Meaning of Memorial Day
Matt Crawford knows all too well that freedom is not free.
Of all the comments I head and read over the Memorial Day holiday, it was something Crawford said that stuck in my mind.
Crawford was part of a group unveiling a tribute wall at VFW Post 598 in Darby Borough to honor soldiers killed in action in Iraq and Afghanistan.
Crawford knows a little something about those conflicts. He lost a few friends there, while barely escaping with his own life.
Crawford was a member of Bridge Company Bravo, a Marine Reserve detachment based in Folsom.
Lance Cpl. Patrick Adle, Cpl. John Todd III, and Sgt. Alan Sherman did not return from Iraq. They were killed when an improvised explosive device detonated as the humvee they were riding in drove by in Iraq.
Crawford made it back, but with serious injuries. He was blinded in one eye and suffered nerve damage to his hand and leg.
Crawford, very much still alive, took time to remember his brothers who are not this Memorial Day.
“It’s important that the soldiers who gave their lives for us are recognized and remembered,” he said.
Another local vet, Danny Vare, who served in Vietnam, gave still another valuable view of the service he offered his country.
Vare and many other Nam vets did not exactly get the red carpet rolled out for them when they returned to the States.
That’s one of the reasons he’s now involved in the VFW Post and works to honor veterans.
“I didn’t know then how important it was to come home to a nation that would appreciate what we had been doing,” Vare said of the honor unveiled for local vets. “Now, I want to make sure that these guys don’t know the feeling of being turned on like that.”
It’s something all of us could emulate, and not just one day a year.
Of all the comments I head and read over the Memorial Day holiday, it was something Crawford said that stuck in my mind.
Crawford was part of a group unveiling a tribute wall at VFW Post 598 in Darby Borough to honor soldiers killed in action in Iraq and Afghanistan.
Crawford knows a little something about those conflicts. He lost a few friends there, while barely escaping with his own life.
Crawford was a member of Bridge Company Bravo, a Marine Reserve detachment based in Folsom.
Lance Cpl. Patrick Adle, Cpl. John Todd III, and Sgt. Alan Sherman did not return from Iraq. They were killed when an improvised explosive device detonated as the humvee they were riding in drove by in Iraq.
Crawford made it back, but with serious injuries. He was blinded in one eye and suffered nerve damage to his hand and leg.
Crawford, very much still alive, took time to remember his brothers who are not this Memorial Day.
“It’s important that the soldiers who gave their lives for us are recognized and remembered,” he said.
Another local vet, Danny Vare, who served in Vietnam, gave still another valuable view of the service he offered his country.
Vare and many other Nam vets did not exactly get the red carpet rolled out for them when they returned to the States.
That’s one of the reasons he’s now involved in the VFW Post and works to honor veterans.
“I didn’t know then how important it was to come home to a nation that would appreciate what we had been doing,” Vare said of the honor unveiled for local vets. “Now, I want to make sure that these guys don’t know the feeling of being turned on like that.”
It’s something all of us could emulate, and not just one day a year.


● **AIM OF THE EXERCISE**:
Starting at the line that contains "look for *footwear*.", transcribe each line exactly through the end of the data below, and skip any pictures.

● **TASK INPUT**:

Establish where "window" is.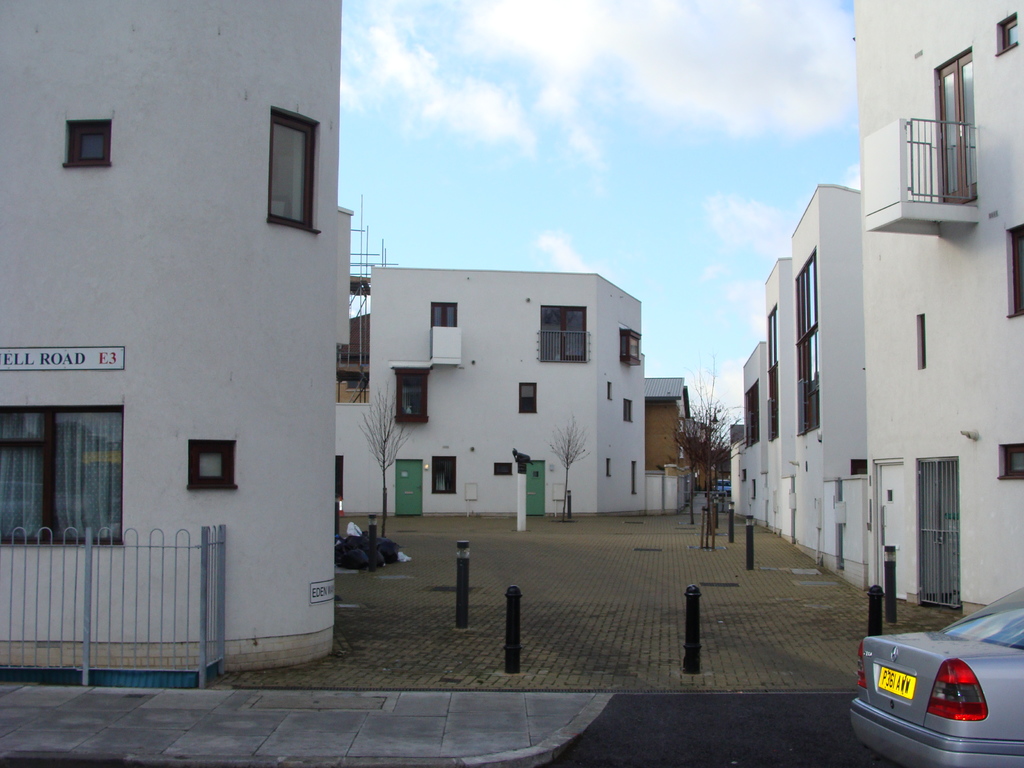
Established at (390, 365, 435, 424).
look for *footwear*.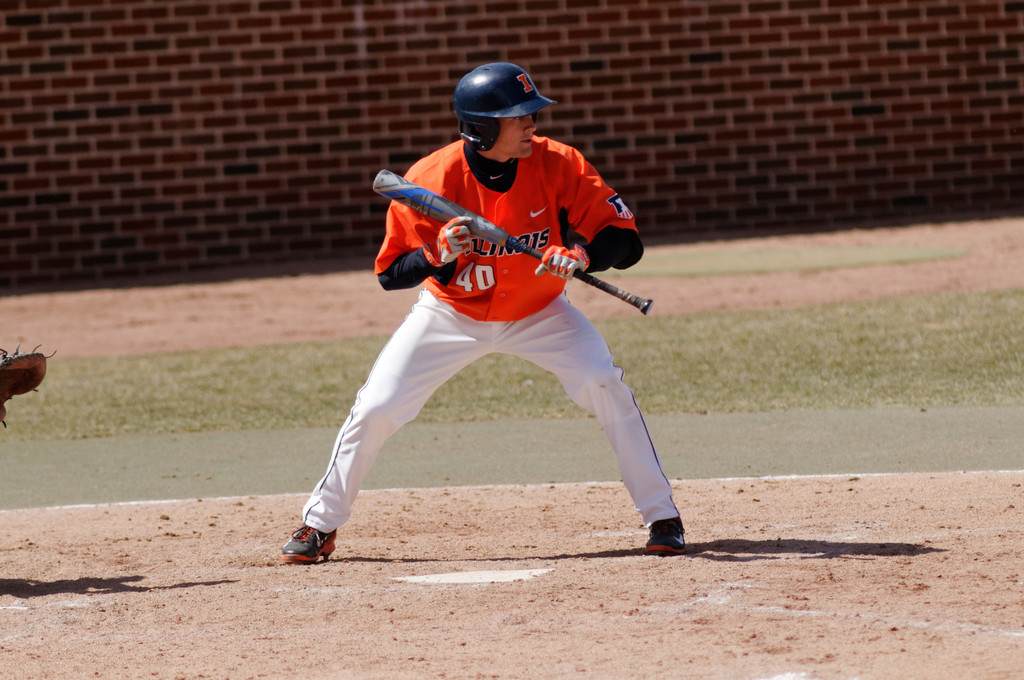
Found: x1=640, y1=518, x2=692, y2=555.
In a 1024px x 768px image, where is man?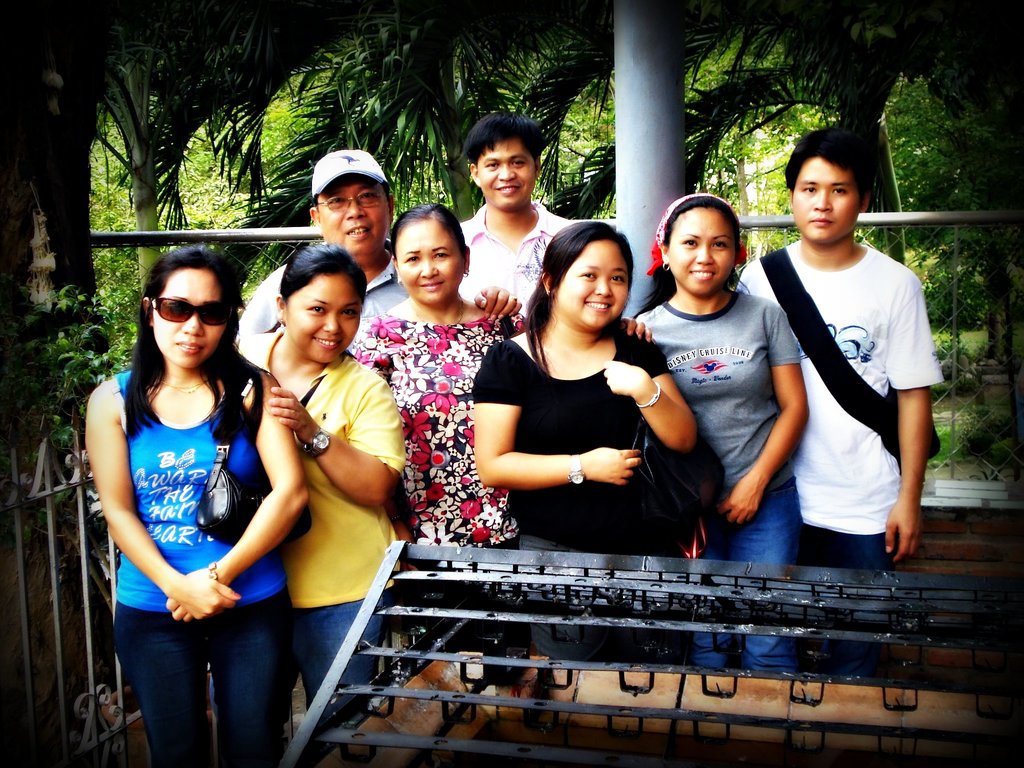
(236,150,523,339).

● **RESPONSE BELOW**:
look for *footwear*.
Found: x1=640, y1=518, x2=692, y2=555.
In a 1024px x 768px image, where is man?
(236,150,523,339).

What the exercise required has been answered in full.